Not expected. Many restaurants add a coperto (cover charge) of €1-3 per person, which is standard and not a scam. Round up the bill by €1-2 for good service if you want. Nobody tips at bars or coffee shops. Don't overthink it.
Colosseum tickets (EUR 18, includes Roman Forum and Palatine Hill), Vatican Museums (EUR 20 online plus EUR 4 booking fee), and Borghese Gallery (EUR 15 plus EUR 2 booking fee, mandatory reservation) all sell out. Book 2+ weeks ahead for the Colosseum and Vatican, 3+ weeks for Borghese. The Pantheon now charges EUR 5 and requires advance booking since 2023.
Four days is the sweet spot. Day 1: Colosseum, Forum, Palatine Hill. Day 2: Vatican and Trastevere. Day 3: Centro Storico (Pantheon, piazzas, Trevi). Day 4: local Rome (Testaccio, Monti, Appian Way). Three days works if you rush. Five days and you start having a favourite coffee bar, which is when Rome gets dangerous because you'll start looking at apartments.
Centro Storico puts you in the middle of everything but gets noisy and tourist-heavy. Trastevere is the romantic pick with the best evening atmosphere but it's across the river from the main sights. Monti is the local favourite: walkable to the Colosseum and Forum, great wine bars, and it feels like a neighborhood. Testaccio is for food obsessives on a budget. Avoid Termini station area.

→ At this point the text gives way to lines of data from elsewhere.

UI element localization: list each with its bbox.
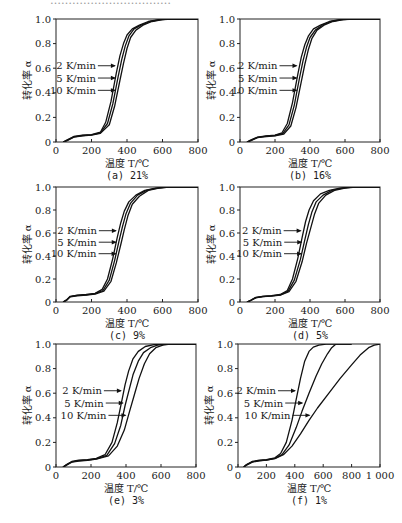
legend-label: 10 K/min bbox=[245, 410, 291, 421]
x-tick-label: 800 bbox=[186, 470, 205, 481]
y-tick-label: 1.0 bbox=[35, 182, 51, 193]
y-tick-label: 0 bbox=[45, 297, 51, 308]
y-tick-label: 0.2 bbox=[35, 274, 51, 285]
legend-label: 2 K/min bbox=[242, 225, 282, 236]
legend-label: 5 K/min bbox=[243, 237, 283, 248]
legend-label: 2 K/min bbox=[62, 385, 102, 396]
y-tick-label: 0.4 bbox=[219, 251, 235, 262]
x-tick-label: 400 bbox=[117, 305, 136, 316]
legend-label: 2 K/min bbox=[236, 385, 276, 396]
legend-label: 10 K/min bbox=[50, 85, 96, 96]
arrowhead-icon bbox=[117, 389, 122, 393]
y-tick-label: 0.8 bbox=[35, 363, 51, 374]
y-tick-label: 0.6 bbox=[35, 228, 51, 239]
x-tick-label: 600 bbox=[314, 470, 333, 481]
x-tick-label: 600 bbox=[153, 305, 172, 316]
x-tick-label: 200 bbox=[82, 305, 101, 316]
x-axis-label: 温度 T/℃ bbox=[104, 482, 148, 494]
x-axis-label: 温度 T/℃ bbox=[288, 157, 332, 169]
panel-caption: (c) 9% bbox=[109, 330, 145, 341]
arrowhead-icon bbox=[111, 64, 116, 68]
x-tick-label: 600 bbox=[335, 145, 354, 156]
x-tick-label: 0 bbox=[237, 145, 243, 156]
y-tick-label: 0.8 bbox=[219, 38, 235, 49]
y-tick-label: 0 bbox=[45, 137, 51, 148]
x-tick-label: 200 bbox=[265, 305, 284, 316]
panel-caption: (d) 5% bbox=[292, 330, 328, 341]
legend-label: 5 K/min bbox=[56, 73, 96, 84]
legend-label: 2 K/min bbox=[56, 60, 96, 71]
x-tick-label: 0 bbox=[53, 305, 59, 316]
x-tick-label: 600 bbox=[335, 305, 354, 316]
y-tick-label: 0 bbox=[229, 297, 235, 308]
figure-grid: 00.20.40.60.81.00200400600800温度 T/℃(a) 2… bbox=[0, 0, 402, 523]
x-axis-label: 温度 T/℃ bbox=[287, 482, 331, 494]
y-tick-label: 0.6 bbox=[219, 63, 235, 74]
y-tick-label: 0.2 bbox=[219, 112, 235, 123]
y-tick-label: 0.6 bbox=[35, 388, 51, 399]
legend-label: 2 K/min bbox=[57, 225, 97, 236]
chart-panel-b: 00.20.40.60.81.00200400600800温度 T/℃(b) 1… bbox=[205, 14, 390, 182]
x-axis-label: 温度 T/℃ bbox=[105, 317, 149, 329]
x-tick-label: 200 bbox=[265, 145, 284, 156]
y-tick-label: 1.0 bbox=[35, 14, 51, 25]
y-tick-label: 1.0 bbox=[217, 339, 233, 350]
y-tick-label: 0.4 bbox=[217, 412, 233, 423]
y-tick-label: 0.4 bbox=[35, 412, 51, 423]
arrowhead-icon bbox=[291, 389, 296, 393]
x-tick-label: 0 bbox=[237, 305, 243, 316]
y-axis-label: 转化率 α bbox=[205, 60, 217, 100]
x-tick-label: 800 bbox=[188, 145, 207, 156]
arrowhead-icon bbox=[298, 401, 303, 405]
chart-panel-f: 00.20.40.60.81.002004006008001 000温度 T/℃… bbox=[203, 339, 394, 507]
x-tick-label: 0 bbox=[53, 470, 59, 481]
x-tick-label: 400 bbox=[300, 305, 319, 316]
x-tick-label: 800 bbox=[342, 470, 361, 481]
panel-caption: (e) 3% bbox=[108, 495, 144, 506]
y-tick-label: 0.8 bbox=[217, 363, 233, 374]
x-axis-label: 温度 T/℃ bbox=[105, 157, 149, 169]
y-tick-label: 0.2 bbox=[217, 437, 233, 448]
legend-label: 5 K/min bbox=[64, 398, 104, 409]
y-tick-label: 0.2 bbox=[35, 437, 51, 448]
y-tick-label: 0.2 bbox=[219, 274, 235, 285]
chart-panel-e: 00.20.40.60.81.00200400600800温度 T/℃(e) 3… bbox=[21, 339, 206, 507]
x-axis-label: 温度 T/℃ bbox=[288, 317, 332, 329]
x-tick-label: 200 bbox=[81, 470, 100, 481]
y-tick-label: 0.2 bbox=[35, 112, 51, 123]
y-tick-label: 0.8 bbox=[219, 205, 235, 216]
x-tick-label: 600 bbox=[153, 145, 172, 156]
arrowhead-icon bbox=[112, 229, 117, 233]
y-tick-label: 0.6 bbox=[219, 228, 235, 239]
y-axis-label: 转化率 α bbox=[21, 224, 33, 264]
legend-label: 2 K/min bbox=[238, 60, 278, 71]
x-tick-label: 600 bbox=[151, 470, 170, 481]
y-tick-label: 0 bbox=[229, 137, 235, 148]
x-tick-label: 800 bbox=[370, 305, 389, 316]
y-tick-label: 0.6 bbox=[217, 388, 233, 399]
y-tick-label: 0.6 bbox=[35, 63, 51, 74]
y-tick-label: 0 bbox=[227, 462, 233, 473]
y-axis-label: 转化率 α bbox=[203, 385, 215, 425]
x-tick-label: 800 bbox=[370, 145, 389, 156]
x-tick-label: 1 000 bbox=[366, 470, 395, 481]
y-tick-label: 1.0 bbox=[35, 339, 51, 350]
chart-panel-d: 00.20.40.60.81.00200400600800温度 T/℃(d) 5… bbox=[205, 182, 390, 342]
panel-caption: (a) 21% bbox=[106, 170, 148, 181]
legend-label: 10 K/min bbox=[232, 85, 278, 96]
x-tick-label: 0 bbox=[235, 470, 241, 481]
legend-label: 10 K/min bbox=[61, 410, 107, 421]
x-tick-label: 400 bbox=[116, 470, 135, 481]
x-tick-label: 400 bbox=[117, 145, 136, 156]
y-axis-label: 转化率 α bbox=[21, 60, 33, 100]
arrowhead-icon bbox=[293, 64, 298, 68]
x-tick-label: 800 bbox=[188, 305, 207, 316]
y-tick-label: 0.8 bbox=[35, 38, 51, 49]
y-tick-label: 0.8 bbox=[35, 205, 51, 216]
arrowhead-icon bbox=[297, 229, 302, 233]
y-tick-label: 1.0 bbox=[219, 14, 235, 25]
legend-label: 10 K/min bbox=[236, 248, 282, 259]
panel-caption: (f) 1% bbox=[291, 495, 327, 506]
legend-label: 5 K/min bbox=[238, 73, 278, 84]
y-tick-label: 0.4 bbox=[35, 87, 51, 98]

Very safe for a major European capital. Pickpocketing on the metro (Line A especially) and around the Colosseum/Trevi Fountain is the main concern. Violent crime targeting tourists is extremely rare. The Trastevere area can get rowdy late on weekends but it's party-rowdy, not dangerous-rowdy. Standard city precautions apply.
April through May and September through October. The weather is warm but not brutal (20-25°C), crowds are manageable, and everything is open. July and August are genuinely unpleasant: 35°C+, massive cruise ship crowds, and Romans themselves leave the city. Winter (November-February) is mild by northern European standards (8-14°C) with great hotel deals and no queues.
English is widely spoken at hotels, restaurants in tourist areas, and ticket offices. But Romans genuinely appreciate any attempt at Italian. "Buongiorno" (good morning/hello), "il conto" (the bill), "un caffe" (an espresso, never say "espresso" in Rome). Learning to order at a bar properly (pay at the cassa first, then take your receipt to the barista) makes you feel like a local instantly.
From Fiumicino (FCO): the Leonardo Express train to Termini station takes 32 minutes and costs €14. Runs every 15 minutes. A taxi is a flat €48 to anywhere inside the Aurelian Walls. From Ciampino (CIA): buses to Termini cost €6-7 and take 40 minutes. A taxi from Ciampino is a flat €31. Don't take unmarked cars at either airport.